# Build Your Own Trainline Alternative

- Tool: Build Your Own SaaS Alternative
- Last updated: May 2026

## TL;DR

Trainline processed £6.3B in net ticket sales in FY2026 generating £453M revenue, but UK train operator apps charge zero booking fees since 2023 while Trainline adds 59p–£2.79 per journey. A duplicate charge of £159 was documented taking three weeks without resolution. Building a custom rail ticketing platform costs £200,000–£400,000 and takes 6–9 months. TOC API integration and UK fare calculation complexity are the primary technical barriers.

## Frequently asked questions

### How much does it cost to build a Trainline alternative?

£200,000–£400,000 agency cost for a UK-only consumer rail booking platform. The cost breakdown is roughly: journey planning and schedule integration (£30K–£50K), fare calculation engine (£50K–£80K), TOC booking integration via NRD (£60K–£100K), e-ticket generation (£20K–£30K), payments and UI (£40K–£70K). RDG accreditation legal costs add £20K–£50K and 3–6 months before ticketing is possible.

### How long does it take to build a rail booking platform?

6–9 months with a team of 3–4 engineers for UK-only consumer rail booking. The critical path is RDG Retail Service Provider accreditation (3–6 months) and fare calculation engine development (8–10 weeks) — both must start as early as possible. Multi-country expansion adds 4–6 months per additional market.

### Are there open-source Trainline alternatives?

OpenTripPlanner (2.6K stars, LGPL-3.0, Java) is the best open-source routing engine for GTFS-based transit planning. transitland-lib (50 stars, GPL-3.0, Go) handles GTFS parsing. Neither provides booking, fare calculation, or e-ticket generation. No open-source UK rail ticketing stack exists — the fare calculation and NRD integration require proprietary data access.

### What is RDG accreditation and why does it matter?

Rail Delivery Group (RDG) Retail Service Provider (RSP) accreditation is the formal certification required to sell UK rail tickets commercially via the National Rail Distribution API. The process involves legal agreements with RDG, technical compliance testing against NRD API specifications, and operational capability assessment. It takes 3–6 months and costs £20K–£50K in legal and compliance fees. Without it, you cannot issue valid UK rail tickets — it is not optional.

### How does UK rail fare calculation work?

UK rail fares are governed by ATOC's Fare File Library (FFL) — a complex data format encoding hundreds of operator-specific fare rules, time-of-day restrictions, station groupings, Railcard discount eligibility, and fare validity windows. The FFL file is updated quarterly by National Rail. Building a fare engine requires parsing FFL data and implementing the complete restriction and discount logic. This is specialized domain work — budget 8–10 weeks for a fare engine covering the most common fare types.

### What is split-ticketing and should I implement it?

Split-ticketing means buying separate tickets for intermediate stations at a combined cost below the through-fare. For example, London to Edinburgh might cost £120, but London to York (£45) + York to Edinburgh (£55) = £100. Implementing split-ticketing as a default feature using a graph algorithm on the fare database creates the strongest consumer differentiation against Trainline, which does not surface this by default.

### Can RapidDev build a custom rail booking platform?

Yes — RapidDev has built 600+ apps including booking systems with complex inventory management and payment processing. We recommend starting the RDG accreditation process in parallel with scoping discussions. Contact us at rapidevelopers.com/contact to discuss the specific UK rail integration requirements.

### Is building a Trainline competitor worth it given TOC apps are now free?

Generic consumer competition is hard to justify — TOC apps charge zero booking fees and already capture direct bookings. The viable builds are: (1) split-ticketing-first with a transparent savings model, (2) corporate travel management with policy compliance, or (3) a multi-modal package builder combining rail, hotel, and experiences. All three have clear differentiation from Trainline's generic booking model.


## Your task
Here is a listing; restate all of it exactly.

--- START ---

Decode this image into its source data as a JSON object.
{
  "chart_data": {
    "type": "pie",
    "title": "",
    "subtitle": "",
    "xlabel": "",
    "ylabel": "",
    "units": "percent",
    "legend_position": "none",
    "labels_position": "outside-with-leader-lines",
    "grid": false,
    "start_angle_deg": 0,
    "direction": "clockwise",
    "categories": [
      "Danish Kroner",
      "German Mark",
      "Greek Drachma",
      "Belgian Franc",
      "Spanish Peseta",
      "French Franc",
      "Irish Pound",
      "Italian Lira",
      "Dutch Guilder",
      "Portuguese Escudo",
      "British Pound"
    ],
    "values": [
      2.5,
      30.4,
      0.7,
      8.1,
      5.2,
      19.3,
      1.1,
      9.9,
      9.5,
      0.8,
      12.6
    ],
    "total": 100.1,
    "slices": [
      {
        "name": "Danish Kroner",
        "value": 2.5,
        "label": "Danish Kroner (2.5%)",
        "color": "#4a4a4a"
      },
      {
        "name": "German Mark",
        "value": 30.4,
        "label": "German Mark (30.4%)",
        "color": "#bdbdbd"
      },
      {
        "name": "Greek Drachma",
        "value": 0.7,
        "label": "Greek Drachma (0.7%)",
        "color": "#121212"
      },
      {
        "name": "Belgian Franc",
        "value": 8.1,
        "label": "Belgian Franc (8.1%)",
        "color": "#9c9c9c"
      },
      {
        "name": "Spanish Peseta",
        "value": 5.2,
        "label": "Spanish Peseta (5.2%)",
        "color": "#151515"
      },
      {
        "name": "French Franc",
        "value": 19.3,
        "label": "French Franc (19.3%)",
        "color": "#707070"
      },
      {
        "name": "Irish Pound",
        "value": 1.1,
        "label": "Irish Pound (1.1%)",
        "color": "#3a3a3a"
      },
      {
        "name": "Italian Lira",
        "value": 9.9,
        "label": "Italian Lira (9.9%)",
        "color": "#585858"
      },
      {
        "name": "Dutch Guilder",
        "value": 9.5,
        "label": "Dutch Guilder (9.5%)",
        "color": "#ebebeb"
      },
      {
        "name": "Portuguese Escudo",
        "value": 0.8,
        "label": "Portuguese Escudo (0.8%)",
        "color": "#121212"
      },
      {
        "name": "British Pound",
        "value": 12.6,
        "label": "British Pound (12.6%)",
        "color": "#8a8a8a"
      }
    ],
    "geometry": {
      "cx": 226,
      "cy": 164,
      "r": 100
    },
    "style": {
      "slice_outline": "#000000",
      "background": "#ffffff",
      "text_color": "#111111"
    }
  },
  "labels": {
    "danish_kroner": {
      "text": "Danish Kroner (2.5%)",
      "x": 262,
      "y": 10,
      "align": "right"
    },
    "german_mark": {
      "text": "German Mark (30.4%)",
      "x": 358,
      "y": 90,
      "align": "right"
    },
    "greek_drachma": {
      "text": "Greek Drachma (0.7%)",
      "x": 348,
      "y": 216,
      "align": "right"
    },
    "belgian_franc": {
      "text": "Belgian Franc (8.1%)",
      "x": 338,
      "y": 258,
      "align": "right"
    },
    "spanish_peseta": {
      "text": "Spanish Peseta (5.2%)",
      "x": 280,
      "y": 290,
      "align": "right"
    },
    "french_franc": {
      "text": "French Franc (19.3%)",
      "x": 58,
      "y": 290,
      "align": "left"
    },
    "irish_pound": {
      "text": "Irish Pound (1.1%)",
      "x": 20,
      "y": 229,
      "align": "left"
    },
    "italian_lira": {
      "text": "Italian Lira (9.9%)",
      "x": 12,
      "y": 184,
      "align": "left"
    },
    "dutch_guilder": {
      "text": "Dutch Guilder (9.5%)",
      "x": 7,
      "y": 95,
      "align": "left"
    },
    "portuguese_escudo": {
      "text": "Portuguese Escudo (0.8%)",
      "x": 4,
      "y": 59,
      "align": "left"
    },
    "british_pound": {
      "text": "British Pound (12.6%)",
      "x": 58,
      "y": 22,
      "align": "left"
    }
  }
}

--- END ---

## Response to this exercise
Decode this image into its source data as a JSON object.
{
  "chart_data": {
    "type": "pie",
    "title": "",
    "subtitle": "",
    "xlabel": "",
    "ylabel": "",
    "units": "percent",
    "legend_position": "none",
    "labels_position": "outside-with-leader-lines",
    "grid": false,
    "start_angle_deg": 0,
    "direction": "clockwise",
    "categories": [
      "Danish Kroner",
      "German Mark",
      "Greek Drachma",
      "Belgian Franc",
      "Spanish Peseta",
      "French Franc",
      "Irish Pound",
      "Italian Lira",
      "Dutch Guilder",
      "Portuguese Escudo",
      "British Pound"
    ],
    "values": [
      2.5,
      30.4,
      0.7,
      8.1,
      5.2,
      19.3,
      1.1,
      9.9,
      9.5,
      0.8,
      12.6
    ],
    "total": 100.1,
    "slices": [
      {
        "name": "Danish Kroner",
        "value": 2.5,
        "label": "Danish Kroner (2.5%)",
        "color": "#4a4a4a"
      },
      {
        "name": "German Mark",
        "value": 30.4,
        "label": "German Mark (30.4%)",
        "color": "#bdbdbd"
      },
      {
        "name": "Greek Drachma",
        "value": 0.7,
        "label": "Greek Drachma (0.7%)",
        "color": "#121212"
      },
      {
        "name": "Belgian Franc",
        "value": 8.1,
        "label": "Belgian Franc (8.1%)",
        "color": "#9c9c9c"
      },
      {
        "name": "Spanish Peseta",
        "value": 5.2,
        "label": "Spanish Peseta (5.2%)",
        "color": "#151515"
      },
      {
        "name": "French Franc",
        "value": 19.3,
        "label": "French Franc (19.3%)",
        "color": "#707070"
      },
      {
        "name": "Irish Pound",
        "value": 1.1,
        "label": "Irish Pound (1.1%)",
        "color": "#3a3a3a"
      },
      {
        "name": "Italian Lira",
        "value": 9.9,
        "label": "Italian Lira (9.9%)",
        "color": "#585858"
      },
      {
        "name": "Dutch Guilder",
        "value": 9.5,
        "label": "Dutch Guilder (9.5%)",
        "color": "#ebebeb"
      },
      {
        "name": "Portuguese Escudo",
        "value": 0.8,
        "label": "Portuguese Escudo (0.8%)",
        "color": "#121212"
      },
      {
        "name": "British Pound",
        "value": 12.6,
        "label": "British Pound (12.6%)",
        "color": "#8a8a8a"
      }
    ],
    "geometry": {
      "cx": 226,
      "cy": 164,
      "r": 100
    },
    "style": {
      "slice_outline": "#000000",
      "background": "#ffffff",
      "text_color": "#111111"
    }
  },
  "labels": {
    "danish_kroner": {
      "text": "Danish Kroner (2.5%)",
      "x": 262,
      "y": 10,
      "align": "right"
    },
    "german_mark": {
      "text": "German Mark (30.4%)",
      "x": 358,
      "y": 90,
      "align": "right"
    },
    "greek_drachma": {
      "text": "Greek Drachma (0.7%)",
      "x": 348,
      "y": 216,
      "align": "right"
    },
    "belgian_franc": {
      "text": "Belgian Franc (8.1%)",
      "x": 338,
      "y": 258,
      "align": "right"
    },
    "spanish_peseta": {
      "text": "Spanish Peseta (5.2%)",
      "x": 280,
      "y": 290,
      "align": "right"
    },
    "french_franc": {
      "text": "French Franc (19.3%)",
      "x": 58,
      "y": 290,
      "align": "left"
    },
    "irish_pound": {
      "text": "Irish Pound (1.1%)",
      "x": 20,
      "y": 229,
      "align": "left"
    },
    "italian_lira": {
      "text": "Italian Lira (9.9%)",
      "x": 12,
      "y": 184,
      "align": "left"
    },
    "dutch_guilder": {
      "text": "Dutch Guilder (9.5%)",
      "x": 7,
      "y": 95,
      "align": "left"
    },
    "portuguese_escudo": {
      "text": "Portuguese Escudo (0.8%)",
      "x": 4,
      "y": 59,
      "align": "left"
    },
    "british_pound": {
      "text": "British Pound (12.6%)",
      "x": 58,
      "y": 22,
      "align": "left"
    }
  }
}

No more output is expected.